11. Their Relationships:
The relationships they have with people, as well as intangible concepts and feelings such as their stories and S.C.A.M.M.s., (I cover this in great detail in Chapter Four of, Coaching Salespeople into Sales Champions.) You can even coach someone around their relationship with fear, confidence, time and self management, self worth, rejection, call reluctance, their drama, their diversionary tactics and so on.
12. The Solution:
This may not come as a chock to most managers. That is, to coach someone around self generating a solution to a challenge or issue they’re facing. Rather than be the Chief Problem Solver who’s always handing out answers, ask powerful, precision based questions to help the person create an answer on their own to foster greater ownership and accountability.
13. The Consequence:
While most people are motivated by pleasure; that is, what they want to create for themselves or a vision they want to manifest in the future, many people still don’t possess the level of self-awareness needed that would motivate them to change what has been deemed as a detrimental or costly, negative behavior. And most of the time, it’s not enough to just tell the person, “You need to stop doing that. It’s affecting your sales.” Instead here’s an opportunity to coach them around self awareness and negative behavior so that they can come to the needed level of awareness on their own. Remember, people believe what they say but resist what you say. Here are some questions that would help facilitate this process. “If you continue on this path, where do you think you’ll be in (two, three, six) months from now?” “How does your performance impact you, your team and your customers?” “What’s the consequence of spending more time doing research in front of your computer rather than being in front of your customers?” “How could this behavior impact your goals and future career plans?” If you don’t change how you (communicate with customers, relate with your peers, manage your time, etc.), what will this cost you as it relates to your performance?” “How will this affect your reputation and relationship with your team/customers?” “How do you want to be known?” “What can this potentially cost you in the long run?” “If no changes are made, how is this going to affect your quota this quarter?” “If our roles were reversed and you were the manager, what would you advise me to do?” “What are some of the implications that affect both you and your customers when………”?
14. Their Wins:
Interestingly, this is the second area other than #1 above that managers seem to step over most or fail to recognize as great coaching moments. Since the majority of managers are focused on what’s not working or what’s wrong, managers are wired to search out things that need fixing. They like to fix things. Consequently, managers miss so many opportunities to coach people around a win rather than seeking out what they need that person to improve upon or do.
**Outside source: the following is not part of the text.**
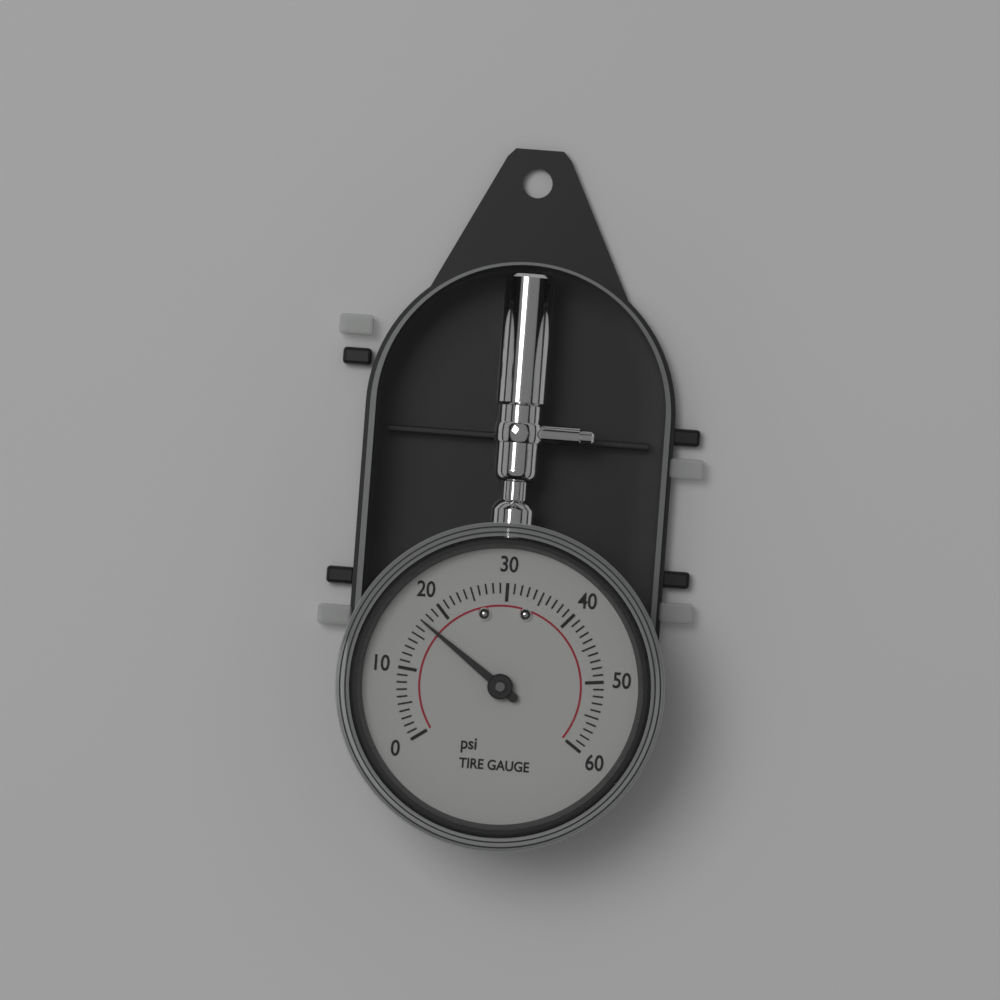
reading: 17 psi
For example, one of your direct reports just closed a big deal. Many managers respond with, “Great job! Now let’s focus on the deals your struggling to close this quarter.” Right there, you just missed a coaching opportunity to coach the person around best practices and strategies that you can then put in front of their line of vision in order to reinforce the positive behaviors that you want them to continually practice and refine. A question that would assist in uncovering this could sound like, “Congratulations on that new sale. I’d love to hear more about it. Can you walk me though what happened when you met with that prospect? What did you noticed you did differently this time? What did you do really well? How did you respond when the customer initially said they were happy with their current vender? What best practices can we identify so that you can consistently engage in them during every customer interaction to achieve the results you want?”
To build a world class sales team and reinforce the behaviors you want them to engage in, turn your binoculars around and start magnifying and focusing on what they’re doing right more often than the time you spend focusing on what they’re doing wrong. Otherwise, how would they know what best practices and behaviors you want them to continually engage in?